I was only a few steps from the adoration chapel, on my way back to Mom's, when a workman called out to me over the buzz of a lawn-edging tool. "That's pretty bad what was on the news about the Catholic Church." At first I didn't know what he was referring to. "You, know," he said, "in the news about that $600 million settlement."
Oh, yeah. That news.
"That's the sort of thing that turns people away from Christ," the man said.
Indeed.
Way back, they used to talk about the "sins that cry out to God for vengeance." These are drawn from the Bible (remember the blood of Abel "crying to me from the ground"?); you'll find one of them in the Letter of James. The New Testament sage depicted a judgement in which the wages withheld from a day laborer would be "crying out" against an exploiter. (For a contemporary example of this, click here.) In later years, another such sin was quaintly termed the "corruption of little boys" (now in the Catechism (#1867) phrased in more biblical language as "the sin of the Sodomites").
It's a good thing to clean out that corruption by whatever means necessary, the way St.

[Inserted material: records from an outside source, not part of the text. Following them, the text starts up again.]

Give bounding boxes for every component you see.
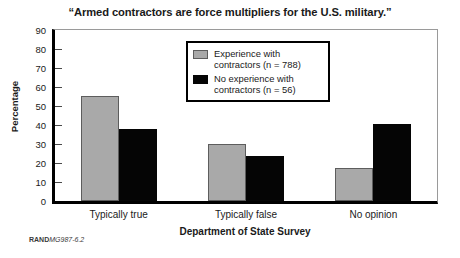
x-axis-title: Department of State Survey	[52, 226, 438, 237]
gray-swatch-icon	[193, 50, 208, 59]
y-axis-tick-label: 20	[20, 158, 46, 169]
legend-item-label: No experience with contractors (n = 56)	[214, 73, 296, 95]
bar-no-experience	[246, 156, 284, 201]
legend-item: No experience with contractors (n = 56)	[193, 73, 322, 95]
footnote: RANDMG987-6.2	[29, 236, 84, 243]
x-axis-tick-label: Typically false	[176, 209, 316, 220]
x-axis-tick-label: Typically true	[49, 209, 189, 220]
black-swatch-icon	[193, 75, 208, 84]
y-axis-title: Percentage	[9, 72, 20, 142]
y-axis-tick	[55, 163, 62, 164]
legend-item: Experience with contractors (n = 788)	[193, 48, 322, 70]
y-axis-tick-label: 70	[20, 63, 46, 74]
y-axis-tick-label: 90	[20, 25, 46, 36]
legend-label-line1: Experience with	[214, 48, 280, 59]
y-axis-tick-label: 50	[20, 101, 46, 112]
y-axis-tick-label: 80	[20, 44, 46, 55]
bar-no-experience	[373, 124, 411, 201]
legend-label-line2: contractors (n = 788)	[214, 59, 301, 70]
chart-title: “Armed contractors are force multipliers…	[0, 6, 460, 18]
y-axis-tick	[55, 125, 62, 126]
footnote-source: RAND	[29, 236, 49, 243]
legend-item-label: Experience with contractors (n = 788)	[214, 48, 301, 70]
y-axis-tick	[55, 182, 62, 183]
y-axis-tick-label: 60	[20, 82, 46, 93]
y-axis-tick	[55, 68, 62, 69]
bar-chart-figure: “Armed contractors are force multipliers…	[0, 0, 460, 258]
bar-no-experience	[119, 129, 157, 201]
chart-legend: Experience with contractors (n = 788) No…	[186, 41, 330, 102]
y-axis-tick-label: 40	[20, 120, 46, 131]
y-axis-tick-label: 10	[20, 177, 46, 188]
y-axis-tick-labels: 0102030405060708090	[20, 29, 46, 201]
bar-experience	[81, 96, 119, 201]
x-axis-tick-label: No opinion	[303, 209, 443, 220]
y-axis-tick	[55, 106, 62, 107]
legend-label-line2: contractors (n = 56)	[214, 84, 296, 95]
y-axis-tick	[55, 49, 62, 50]
bar-experience	[208, 144, 246, 201]
y-axis-tick-label: 30	[20, 139, 46, 150]
bar-experience	[335, 168, 373, 201]
y-axis-tick	[55, 144, 62, 145]
y-axis-tick	[55, 87, 62, 88]
footnote-document-id: MG987-6.2	[49, 236, 84, 243]
legend-label-line1: No experience with	[214, 73, 294, 84]
y-axis-tick-label: 0	[20, 196, 46, 207]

Paul speaks of cleaning out the "old leaven" in order to bake a new, unleavened loaf to become the Body of Christ.
The yardworker thought the abuse was recent, and he was scandalized by what was, to him, "new" bad news. Would to God this would be the last such news we get, but that's probably not the case. And yet we are still expected and called to evangelize! Perhaps St. Paul's words to the Corinthians will be verified in us again: God chooses the things that are not to put to shame the things that are. At the most unlikely time for the Church, we are still called upon to share the good news of Jesus. In the face of betrayal and abuse and sin, we are not exempt from this mission.